Not only should Halliburton,

Not only should Halliburton, KBR & other contractors that actively participated in the outright theft of billions of taxpayer $$$ no longer have the privilage of working for US, they should be forced to PAY BACK the money that they stole & the people who approved the payments should be held accountable as well.

Why should Iraq spend a dime

Why should Iraq spend a dime of their own oil revenues reconstructing infrastructure that the US Government destroyed. Cheney should pick up the bill.

looking down the long road

looking down the long road of anglo-american activities in the last one hundred years it is not surprising to see what these ire works have produced. when Obama speaks, all i can see is the broken hearts of the millions of americans ready to put their faith in him. the two party system in the united states was constructed by banking interests, as such, america will never enjoy the freedom it preaches so religiously under a republican or democratic candidate.

deaner- Agreed. The

deaner- Agreed. The political system we have is designed to favor the rich, and to do it's bidding. It was Big Oil that "suggested" that an oil pipeline from Azerbaijan to the Persian Gulf would be a good thing. Then BushCo set about to make it happen. I don't know, perhaps Clinton's role was to "soften up" Iraq to make way for the coming occupation. Obama is tapping into the near-despair of Americans having their noses shoved in this. But he will never deliver us from it. The only chance America has is to wake up, first. Then elect an independent candidate over the stiff opposition of the moneyed interests. Imagine the din. If there is a hell, I imagine there would be a similar background noise to what those collective voices of opposition would produce. Of course it would be preferable to the hell created in places like Iraq and Afghanistan.

"A republic s a government

"A republic s a government fit only for an informed electorate" (or words to that effect).

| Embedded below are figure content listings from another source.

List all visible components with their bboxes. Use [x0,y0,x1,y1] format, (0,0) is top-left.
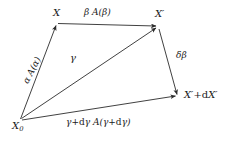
bottom-part-b: γ A(γ+ [85,117,116,127]
xpdx-part-b: X′ [208,89,217,100]
edge-label-gamma: γ [70,53,76,63]
vertex-label-x: X [53,8,60,18]
edge-label-beta: β A(β) [84,8,111,17]
edge-label-delta-beta: δβ [176,51,187,60]
vertex-label-x-prime-plus-dx-prime: X′+dX′ [184,90,218,100]
vertex-label-x-prime: X′ [155,9,164,19]
bottom-part-a: γ+ [66,117,79,127]
vertex-label-x0: X0 [12,121,23,132]
beta-arrow [58,24,156,27]
vector-diagram: X0 X X′ X′+dX′ β A(β) α A(α) γ δβ γ+dγ A… [0,0,233,144]
bottom-part-c: γ) [122,117,131,127]
gamma-arrow [22,28,157,119]
xpdx-part-a: X′+ [184,89,202,100]
deltabeta-arrow [159,29,177,95]
edge-label-gamma-dgamma: γ+dγ A(γ+dγ) [66,118,131,127]
vertex-label-x0-subscript: 0 [19,125,23,133]
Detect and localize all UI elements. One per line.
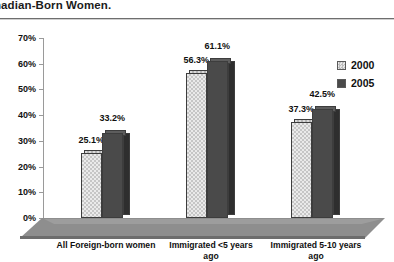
legend-swatch-2005-icon — [337, 79, 346, 88]
y-axis-tick — [39, 64, 44, 65]
data-label-2005-2: 42.5% — [310, 89, 336, 99]
floor-front-edge — [20, 236, 365, 239]
bar-front-face — [312, 109, 333, 218]
data-label-2000-0: 25.1% — [79, 135, 105, 145]
bar-2005-0 — [102, 133, 123, 218]
category-label-2: Immigrated 5-10 yearsago — [254, 240, 378, 262]
bar-2005-2 — [312, 109, 333, 218]
legend-label-2005: 2005 — [351, 77, 374, 89]
y-axis-tick — [39, 89, 44, 90]
y-axis-line — [43, 38, 44, 237]
y-axis-tick — [39, 192, 44, 193]
chart-floor — [20, 218, 385, 238]
y-axis-tick-label: 70% — [2, 33, 36, 43]
y-axis-tick-label: 10% — [2, 187, 36, 197]
bar-side-face — [123, 133, 130, 215]
page-title: nadian-Born Women. — [0, 0, 111, 11]
bar-2005-1 — [207, 61, 228, 218]
bar-front-face — [186, 73, 207, 218]
category-label-line2: ago — [254, 251, 378, 262]
data-label-2000-2: 37.3% — [289, 104, 315, 114]
bar-front-face — [291, 122, 312, 218]
bar-front-face — [81, 153, 102, 218]
y-axis-tick-label: 60% — [2, 59, 36, 69]
bar-front-face — [207, 61, 228, 218]
bar-front-face — [102, 133, 123, 218]
data-label-2000-1: 56.3% — [184, 55, 210, 65]
legend-label-2000: 2000 — [351, 59, 374, 71]
y-axis-tick-label: 50% — [2, 84, 36, 94]
bar-2000-1 — [186, 73, 207, 218]
bar-side-face — [333, 109, 340, 215]
y-axis-tick-label: 40% — [2, 110, 36, 120]
y-axis-tick-label: 30% — [2, 136, 36, 146]
plot-area: 0%10%20%30%40%50%60%70% 25.1%33.2%56.3%6… — [0, 20, 394, 257]
data-label-2005-0: 33.2% — [100, 113, 126, 123]
floor-highlight — [44, 219, 382, 224]
y-axis-tick — [39, 38, 44, 39]
y-axis-tick — [39, 167, 44, 168]
bar-side-face — [228, 61, 235, 215]
bar-2000-0 — [81, 153, 102, 218]
y-axis-tick — [39, 141, 44, 142]
data-label-2005-1: 61.1% — [205, 41, 231, 51]
category-label-line1: Immigrated 5-10 years — [254, 240, 378, 251]
legend-swatch-2000-icon — [337, 61, 346, 70]
y-axis-tick — [39, 115, 44, 116]
y-axis-tick-label: 20% — [2, 162, 36, 172]
bar-2000-2 — [291, 122, 312, 218]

So now we find one more way the power elite has bamboozled us into allowing them to steal not only trillions form the Us citizenry, they are staling billions from the Iraqis too. Why not? It is there for the taking? The power elite have all the controls in their hands. Except for the few who read this kind of stuff and follow it, the vast bulk of the populace are either fast asleep or so easily led by Big Media, there really is no hope for change. Things must get much worse before Americans rise out of their torpo0r and actually force their representatives to represent them. For now, the power elite appears quite safe from harm or from accountability for their crimes. I hope this is false. I fear that it is not.

If my grandchildren know

If my grandchildren know anything about the history that we are now living through, I want them to be aware that critics called the Iraq War "Operation Rape You." This should be passed on, my friends.